Page 168 of The Woman Left Behind

Harry didn’t move even as Rus made his way into the house.

They exchanged a glance, and Harry stayed where he was as Rus conducted his own inspection.

Eventually, Rus came to stand at his side.

“Theresa says carbon monoxide poisoning,” Rus shared.

“She’ll find sedatives in his stomach.”

“She will?”

Harry crouched.

Rus crouched with him.

Harry pointed under the couch. “Karl missed one.”

“Fuck,” Rus said, and Harry knew Rus saw the little blue pill there.

They both straightened.

“Struggle in here,” Rus caught on quick and started to run it down. “Farrell in shit shape, Abernathy got him subdued, forced the pills in him, waited for him to go unconscious, took him out to his car, started it up.
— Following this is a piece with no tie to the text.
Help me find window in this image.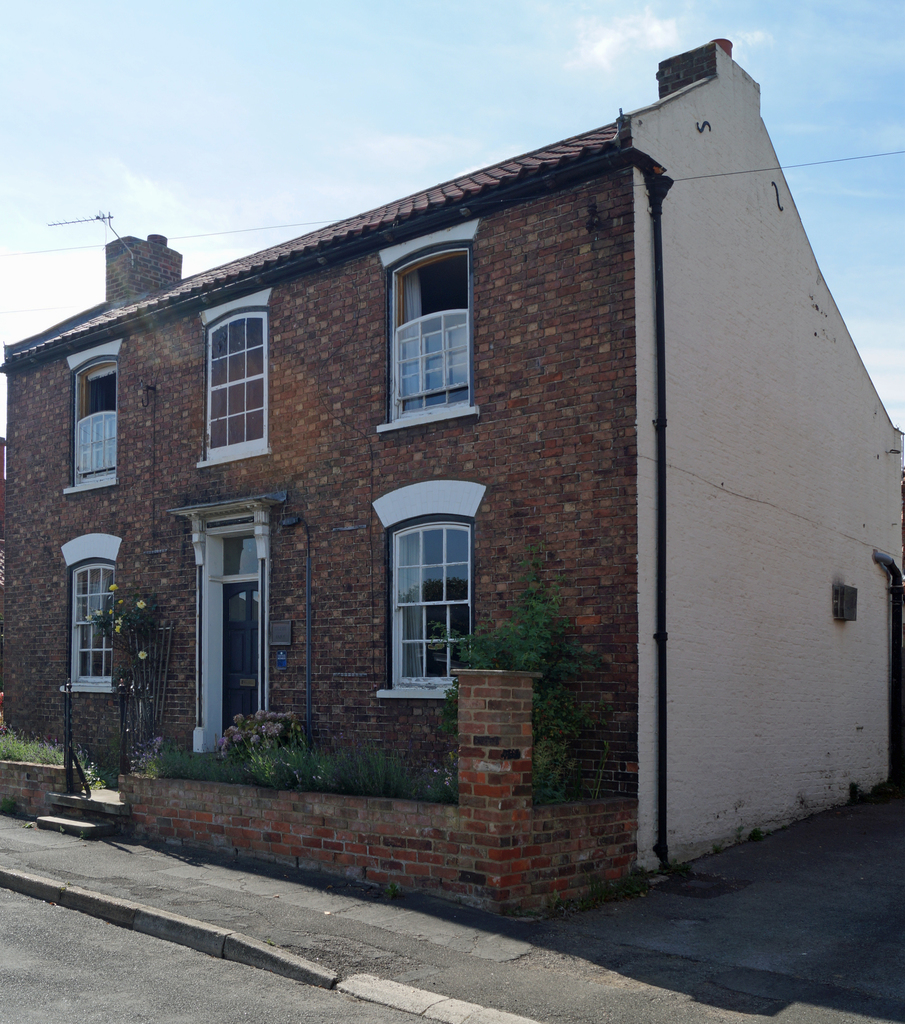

Death would seem like suicide, even the sedatives wouldn’t bely that. You find a note?”

“Nope.”

“No note. Man’s got children. He’d explain. Clean in here, the rest of the house is a mess,” Rus kept on. “He swept away prints, DNA, but he wasn’t smart enough to go through the rest of the house. Instead, this is like a neon sign that says, ‘something happened in here.’”

“Theresa notice any bruising that might indicate he was in a struggle?” Harry asked.
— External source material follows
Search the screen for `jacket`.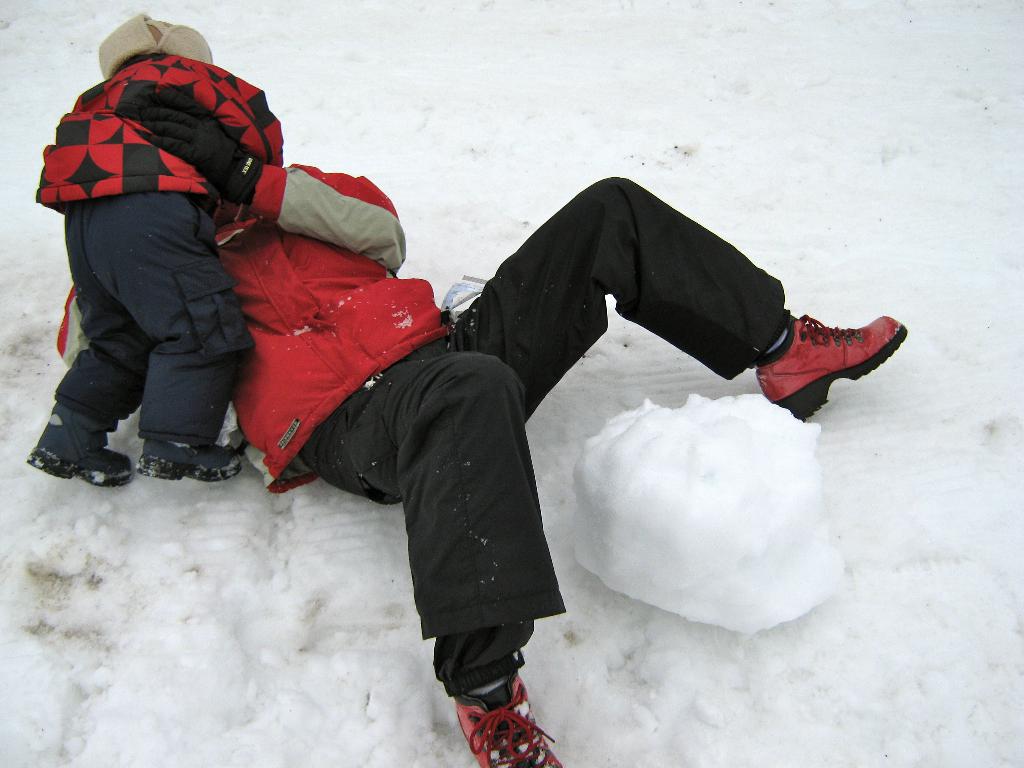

“She didn’t say. But she was just strapping him to the gurney when I arrived. She’ll find out more when she gets him on her table.”

Harry stared at a living room that was far less attractive than the one his mom and dad left him and Winnie, even if it was less dated.

Roy Farrell had cheated on his wife repeatedly. She kept taking him back. Until she couldn’t hack it anymore.

She left, taking the kids with her.

Through water cooler talk, Harry knew Farrell fought for full custody, just to be an asshole, and bitched about it constantly, because attorneys cost a fortune.

In the end, they shared custody, and that was all Harry knew about it, especially the last nearly four years when Farrell had been out of the department.

Then again, there were two kids’ rooms in that house, and it didn’t look like they’d been touched in years. Doing the mental math, his son was close to graduation, his daughter also in high school, and both rooms were still little kids’ rooms no teenager would be caught dead in.

It didn’t take an investigator’s power of deduction to theorize that the kids were about as fond of their dad being a cheating loser as their mother was. They got older, they found ways to stay away from him.

Farrell ended his life working security at Box and Save, MP’s big box store. He was head of it, but it had to be a pay cut. It was definitely a status drop.

Could be, he just couldn’t afford to feed three mouths when he was so intent to stuff so much into one.

“You have a look at those bank statements?” Rus asked.

Harry turned to him. “Abernathy’s?”

Rus nodded.

“Been kind of busy, what’d you see?”

“Consistent deposits. Cash. Five hundred here, a thousand there. Nothing the IRS would ask questions about. But also not on any schedule. Sometimes months would go by, nothing. Then there’d be random deposits for a few months, then nothing again. Though, over the years, that shit was adding up.”